### Work to complete:
All of the data that follows is to be written out exactly, with images excluded.
***
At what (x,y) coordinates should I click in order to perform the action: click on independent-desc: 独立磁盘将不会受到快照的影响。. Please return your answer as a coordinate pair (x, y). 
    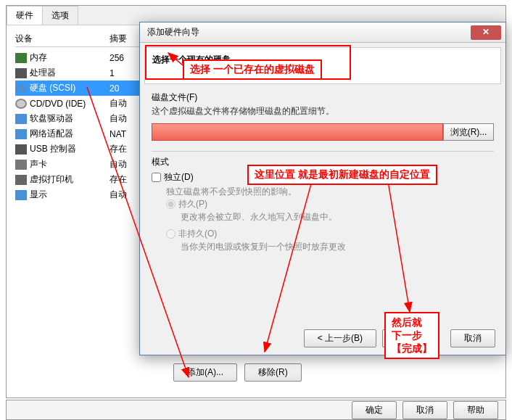
    Looking at the image, I should click on (330, 192).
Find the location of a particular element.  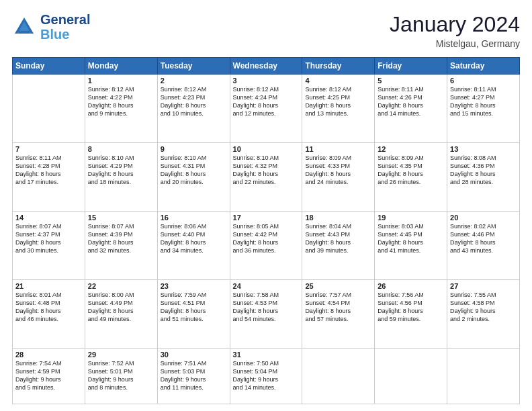

day-info: Sunrise: 8:08 AM Sunset: 4:36 PM Dayligh… is located at coordinates (484, 171).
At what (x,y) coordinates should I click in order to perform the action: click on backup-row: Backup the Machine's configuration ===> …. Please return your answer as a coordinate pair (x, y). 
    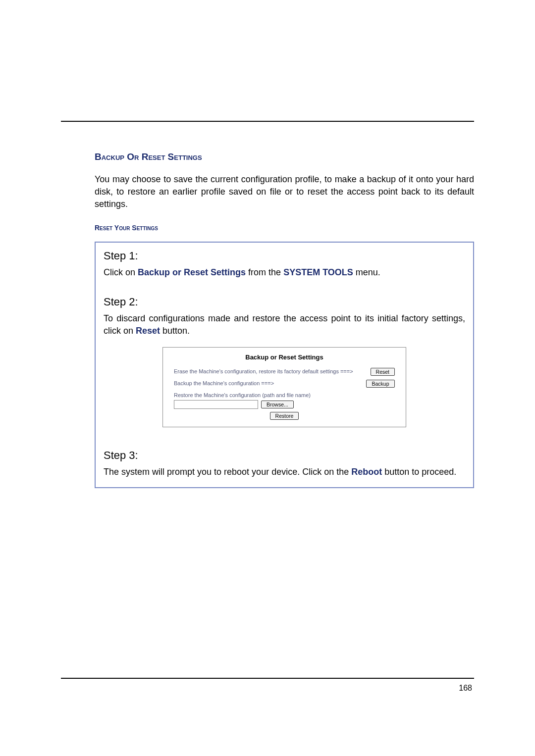
    Looking at the image, I should click on (284, 384).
***
### Written answer:
At what (x,y) coordinates should I click in order to perform the action: click on independent-desc: 独立磁盘将不会受到快照的影响。. Please return your answer as a coordinate pair (x, y). 
    Looking at the image, I should click on (330, 192).
Find the location of a particular element.  

day-info: Sunrise: 8:08 AM Sunset: 4:36 PM Dayligh… is located at coordinates (484, 171).
At what (x,y) coordinates should I click in order to perform the action: click on backup-row: Backup the Machine's configuration ===> …. Please return your answer as a coordinate pair (x, y). 
    Looking at the image, I should click on (284, 384).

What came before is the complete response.